That poor Cordouan, that respectable martyr of the seas and victim of the tempests, is only too little known. I believe it is the oldest of all the European beacons. At all events, only one, the celebrated Genoese lantern, can rival it in antiquity. But there is a vast difference between them. The Genoese, crowning a fort and solidly seated upon solid rock, looks smilingly, almost scornfully, down upon the impotently furious storms. But Cordouan is upon a shoal which the water never wholly leaves. And, in truth, he was a bold man who conceived the notion of erecting a beacon here, amidst the waters; what say I? in the eternal wave-combat between such a river and such a sea. From one or the other, it, at every instant, receives tremendous blows. Yes, even the Gironde urged on the one hand by the winds, and on the other by the rude torrents from the Pyrenees, assails this stern calm guardian, as though it were responsible for the assailing and repelling fury of the ocean.
Yet, Cordouan is the only saving and consoling light that gleams over this stormy sea. Run before the north wind, and miss Cordouan, and verily, my storm-tossed brother, you are in very real danger; you, likely enough, will fail to sight Arcachon. This sea, most stormy among seas, is also the darkest. At night, storm-driven upon that sea, there is no guiding mark, if you miss the beneficent light.

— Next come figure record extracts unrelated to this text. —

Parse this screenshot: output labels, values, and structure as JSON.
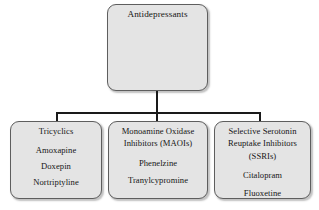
{
  "diagram": {
    "type": "hierarchy-tree",
    "colors": {
      "node_fill": "#e4e4e4",
      "node_border": "#5e5e5e",
      "connector": "#1a1a1a",
      "page_background": "#ffffff",
      "text": "#161616"
    },
    "root": {
      "label": "Antidepressants"
    },
    "branches": [
      {
        "heading": "Tricyclics",
        "items": [
          "Amoxapine",
          "Doxepin",
          "Nortriptyline"
        ]
      },
      {
        "heading": "Monoamine Oxidase Inhibitors (MAOIs)",
        "heading_lines": [
          "Monoamine Oxidase",
          "Inhibitors (MAOIs)"
        ],
        "items": [
          "Phenelzine",
          "Tranylcypromine"
        ]
      },
      {
        "heading": "Selective Serotonin Reuptake Inhibitors (SSRIs)",
        "heading_lines": [
          "Selective Serotonin",
          "Reuptake Inhibitors",
          "(SSRIs)"
        ],
        "items": [
          "Citalopram",
          "Fluoxetine"
        ]
      }
    ]
  }
}
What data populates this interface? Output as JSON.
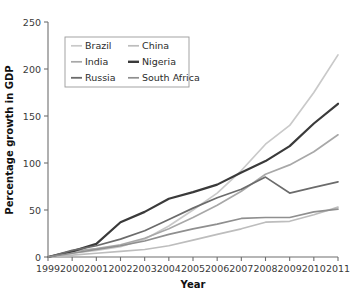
{
  "chart_data": {
    "type": "line",
    "title": "",
    "xlabel": "Year",
    "ylabel": "Percentage growth in GDP",
    "x": [
      1999,
      2000,
      2001,
      2002,
      2003,
      2004,
      2005,
      2006,
      2007,
      2008,
      2009,
      2010,
      2011
    ],
    "xtick_labels": [
      "1999",
      "2000",
      "2001",
      "2002",
      "2003",
      "2004",
      "2005",
      "2006",
      "2007",
      "2008",
      "2009",
      "2010",
      "2011"
    ],
    "ytick_labels": [
      "0",
      "50",
      "100",
      "150",
      "200",
      "250"
    ],
    "ytick_values": [
      0,
      50,
      100,
      150,
      200,
      250
    ],
    "xlim": [
      1999,
      2011
    ],
    "ylim": [
      0,
      250
    ],
    "grid": false,
    "legend_position": "upper-left-inside",
    "series": [
      {
        "name": "Brazil",
        "color": "#c9c9c9",
        "width": 1.7,
        "values": [
          0,
          4,
          7,
          11,
          19,
          33,
          50,
          68,
          92,
          120,
          140,
          175,
          215
        ]
      },
      {
        "name": "China",
        "color": "#bdbdbd",
        "width": 1.7,
        "values": [
          0,
          2,
          4,
          6,
          8,
          12,
          18,
          24,
          30,
          37,
          38,
          45,
          53
        ]
      },
      {
        "name": "India",
        "color": "#a8a8a8",
        "width": 1.7,
        "values": [
          0,
          6,
          9,
          13,
          20,
          30,
          42,
          55,
          70,
          88,
          98,
          112,
          130
        ]
      },
      {
        "name": "Nigeria",
        "color": "#3a3a3a",
        "width": 2.2,
        "values": [
          0,
          6,
          14,
          37,
          48,
          62,
          69,
          77,
          90,
          102,
          118,
          142,
          163
        ]
      },
      {
        "name": "Russia",
        "color": "#6b6b6b",
        "width": 1.7,
        "values": [
          0,
          7,
          12,
          19,
          28,
          40,
          52,
          63,
          72,
          85,
          68,
          74,
          80
        ]
      },
      {
        "name": "South Africa",
        "color": "#8f8f8f",
        "width": 1.7,
        "values": [
          0,
          4,
          8,
          12,
          17,
          24,
          30,
          35,
          41,
          42,
          42,
          48,
          51
        ]
      }
    ],
    "legend_entries": [
      {
        "label": "Brazil",
        "color": "#c9c9c9",
        "width": 1.7,
        "col": 0,
        "row": 0
      },
      {
        "label": "China",
        "color": "#bdbdbd",
        "width": 1.7,
        "col": 1,
        "row": 0
      },
      {
        "label": "India",
        "color": "#a8a8a8",
        "width": 1.7,
        "col": 0,
        "row": 1
      },
      {
        "label": "Nigeria",
        "color": "#3a3a3a",
        "width": 2.4,
        "col": 1,
        "row": 1
      },
      {
        "label": "Russia",
        "color": "#6b6b6b",
        "width": 1.8,
        "col": 0,
        "row": 2
      },
      {
        "label": "South Africa",
        "color": "#8f8f8f",
        "width": 1.7,
        "col": 1,
        "row": 2
      }
    ]
  }
}
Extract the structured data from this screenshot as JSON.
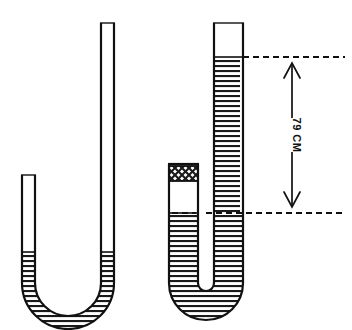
{
  "figure": {
    "background_color": "#ffffff",
    "ink_color": "#111111",
    "liquid_fill_name": "horizontal-hatch",
    "plug_fill_name": "cross-hatch"
  },
  "dimension": {
    "label": "79 CM",
    "arrow_style": "double-headed-vertical",
    "top_reference_name": "upper-dashed-reference-line",
    "bottom_reference_name": "lower-dashed-reference-line"
  },
  "tubes": [
    {
      "name": "left-u-tube",
      "short_arm_label": "open short arm",
      "long_arm_label": "open long arm",
      "liquid_level_short_arm": "equal",
      "liquid_level_long_arm": "equal",
      "sealed": "no",
      "plug_present": "no"
    },
    {
      "name": "right-u-tube",
      "short_arm_label": "closed short arm",
      "long_arm_label": "open long arm",
      "liquid_level_short_arm": "lower",
      "liquid_level_long_arm": "higher",
      "sealed": "yes",
      "plug_present": "yes"
    }
  ]
}
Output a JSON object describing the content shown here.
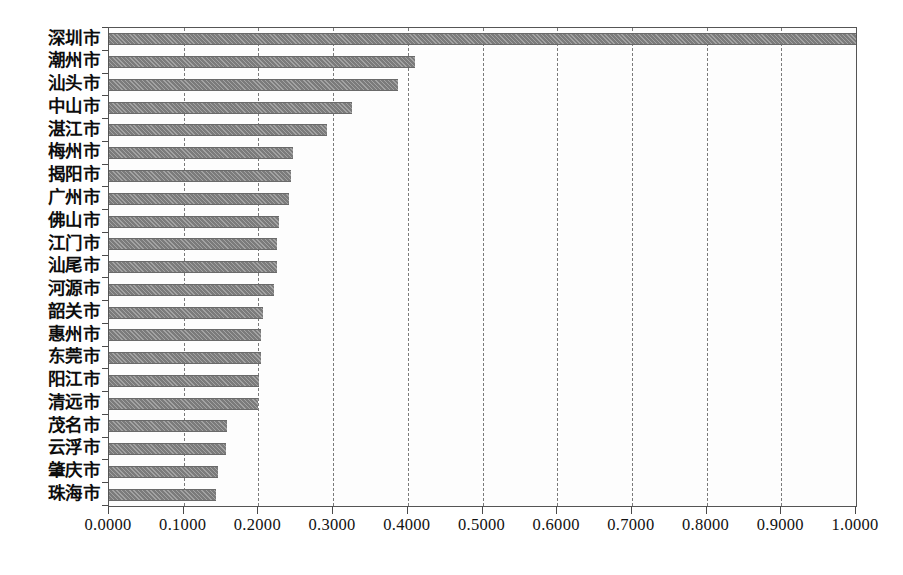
{
  "chart_data": {
    "type": "bar",
    "orientation": "horizontal",
    "title": "",
    "subtitle": "",
    "xlabel": "",
    "ylabel": "",
    "xlim": [
      0.0,
      1.0
    ],
    "grid": true,
    "legend": null,
    "series_color": "#7b7b7b",
    "categories": [
      "深圳市",
      "潮州市",
      "汕头市",
      "中山市",
      "湛江市",
      "梅州市",
      "揭阳市",
      "广州市",
      "佛山市",
      "江门市",
      "汕尾市",
      "河源市",
      "韶关市",
      "惠州市",
      "东莞市",
      "阳江市",
      "清远市",
      "茂名市",
      "云浮市",
      "肇庆市",
      "珠海市"
    ],
    "values": [
      1.0,
      0.41,
      0.387,
      0.325,
      0.292,
      0.246,
      0.244,
      0.241,
      0.228,
      0.225,
      0.225,
      0.221,
      0.206,
      0.203,
      0.203,
      0.201,
      0.199,
      0.158,
      0.157,
      0.146,
      0.143
    ],
    "xticks": [
      0.0,
      0.1,
      0.2,
      0.3,
      0.4,
      0.5,
      0.6,
      0.7,
      0.8,
      0.9,
      1.0
    ],
    "xticklabels": [
      "0.0000",
      "0.1000",
      "0.2000",
      "0.3000",
      "0.4000",
      "0.5000",
      "0.6000",
      "0.7000",
      "0.8000",
      "0.9000",
      "1.0000"
    ]
  }
}
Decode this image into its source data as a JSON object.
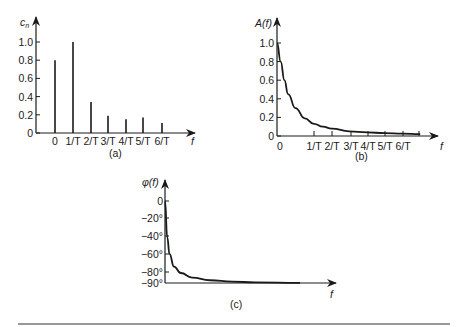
{
  "chart_data": [
    {
      "id": "a",
      "type": "bar",
      "title": "",
      "caption": "(a)",
      "ylabel": "c_n",
      "ylabel_main": "c",
      "ylabel_sub": "n",
      "xlabel": "f",
      "categories": [
        "0",
        "1/T",
        "2/T",
        "3/T",
        "4/T",
        "5/T",
        "6/T"
      ],
      "values": [
        0.8,
        1.0,
        0.34,
        0.19,
        0.15,
        0.17,
        0.11
      ],
      "yticks": [
        "0",
        "0.2",
        "0.4",
        "0.6",
        "0.8",
        "1.0"
      ],
      "ylim": [
        0,
        1.0
      ],
      "grid": false,
      "style": "stem"
    },
    {
      "id": "b",
      "type": "line",
      "title": "",
      "caption": "(b)",
      "ylabel": "A(f)",
      "xlabel": "f",
      "xticks": [
        "0",
        "1/T",
        "2/T",
        "3/T",
        "4/T",
        "5/T",
        "6/T"
      ],
      "yticks": [
        "0",
        "0.2",
        "0.4",
        "0.6",
        "0.8",
        "1.0"
      ],
      "ylim": [
        0,
        1.0
      ],
      "x": [
        0,
        0.1,
        0.2,
        0.3,
        0.5,
        0.75,
        1,
        1.5,
        2,
        3,
        4,
        5,
        6,
        7
      ],
      "y": [
        1.0,
        0.8,
        0.6,
        0.45,
        0.3,
        0.19,
        0.13,
        0.1,
        0.08,
        0.05,
        0.04,
        0.03,
        0.025,
        0.02
      ],
      "grid": false
    },
    {
      "id": "c",
      "type": "line",
      "title": "",
      "caption": "(c)",
      "ylabel": "φ(f)",
      "xlabel": "f",
      "yticks": [
        "0",
        "−20°",
        "−40°",
        "−60°",
        "−80°",
        "−90°"
      ],
      "ylim": [
        -90,
        0
      ],
      "x": [
        0,
        0.05,
        0.1,
        0.2,
        0.35,
        0.6,
        1.0,
        1.5,
        2.0,
        3.0
      ],
      "y": [
        0,
        -40,
        -58,
        -72,
        -79,
        -84,
        -87,
        -88.5,
        -89.3,
        -89.8
      ],
      "grid": false
    }
  ]
}
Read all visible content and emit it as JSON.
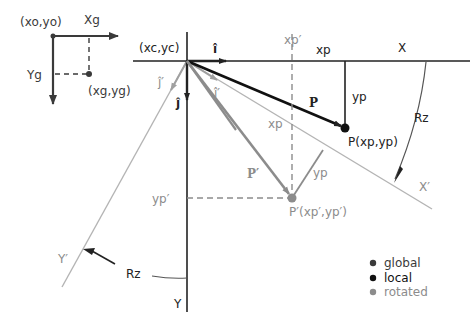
{
  "colors": {
    "global": "#3a3a3a",
    "local": "#111111",
    "rotated": "#8c8c8c",
    "rotated_light": "#b4b4b4"
  },
  "global_frame": {
    "origin_label": "(xo,yo)",
    "x_axis_label": "Xg",
    "y_axis_label": "Yg",
    "point_label": "(xg,yg)"
  },
  "local_frame": {
    "origin_label": "(xc,yc)",
    "x_axis_label": "X",
    "y_axis_label": "Y",
    "unit_i_label": "î",
    "unit_j_label": "ĵ",
    "xp_label": "xp",
    "yp_label": "yp",
    "vector_label": "P",
    "point_label": "P(xp,yp)"
  },
  "rotated_frame": {
    "x_axis_label": "X′",
    "y_axis_label": "Y′",
    "unit_i_label": "î′",
    "unit_j_label": "ĵ′",
    "xp_label": "xp",
    "yp_label": "yp",
    "xp_prime_label": "xp′",
    "yp_prime_label": "yp′",
    "vector_label": "P′",
    "point_label": "P′(xp′,yp′)"
  },
  "rotation": {
    "label_right": "Rz",
    "label_left": "Rz"
  },
  "legend": {
    "items": [
      {
        "label": "global",
        "color": "#3a3a3a"
      },
      {
        "label": "local",
        "color": "#111111"
      },
      {
        "label": "rotated",
        "color": "#8c8c8c"
      }
    ]
  }
}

During our whole six months stay upon this coast, our usual contemplation, I had almost said, our almost sole companion, was the beacon of Cordouan. We felt that this guardian of the sea, this constant watchman over the strait became less a mere building than an actually living and intelligent person. Standing erect over the vast western horizon, it shows itself under a hundred various aspects. Now it is gilded, glorified by the setting sun; anon, pale and indistinct amidst the shifting mists, it tells us nothing of good augury. At evening, when suddenly it flashes its ruddy and glowing light athwart the heaving waters, it looks like some zealous inspector impressed and anxious in its conscious and deep responsibility. Whatever happens from the seaward, our Cordouan is held responsible for it. Throwing his ruddy beams into the gloom of the tempest, he, the preserver, is held to be the cause of that which he only, and savingly, exhibits. Thus, only too often, it is that genius is accused of evoking the evils which it exposes only that it may reform them. We, also, were ourselves thus unjust towards Cordouan. Was he late in displaying his guiding light? How ready we were to exclaim: "Cordouan, Cordouan, pale phantom, can you show yourself only to conjure up the storm, and the storm fiend?"
And yet I believe, quite firmly, that to Cordouan thirty of our fellows owed their lives in the great storm of October. Their vessel was a total wreck, but they escaped with their lives.
It is much that we can see our shipwrecking, to go down in full light, knowing exactly where we are, what are our perils, and what chances we have of evading or overcoming them. "Great God! If we must perish, give us to perish in the broad, bright light of day!"
When the ship of which I speak, driven by the strong surge from the open sea, reached this shore in the deep night, there were a thousand chances to one against her making her way into the Gironde. On her starboard the bright point of the Grave warned her off from Medoc; on her larboard the little beacon of Saint-Palais showed her the dangerous rock of the Grand'Caute on the Saintonge side; and between those fixed white lights, high over the central shoal flashed the ruddy Cordouan, showing from moment to moment the only safe channel.
By a desperate effort she got through, but only, and barely; wind, wave, and current conspired to drive her on Saint-Palais. The saving light showed the much harrassed, but still undaunted crew, where only lay their chance of safety from the driving sea behind and the terrible sands in front. Fearing, yet daring, they leaped, fell, I know not how or where, and were saved, bruised, fainting,—but still living.
Who can even imagine how many ships and how many men are saved by these beneficent beacons? Light, suddenly dispelling the dense shadows of those horrible nights when the bravest lose their courage and their presence of mind, not only points the path, but clears the head and strengthens the heart. It is a great moral support to be able to say in some mortal peril, "Again! Again! Haul away my brothers, be bold! Though wind and wave are both against us, we are not alone. See, yonder! Humanity is still watching over us, and guiding us from yonder lofty tower!"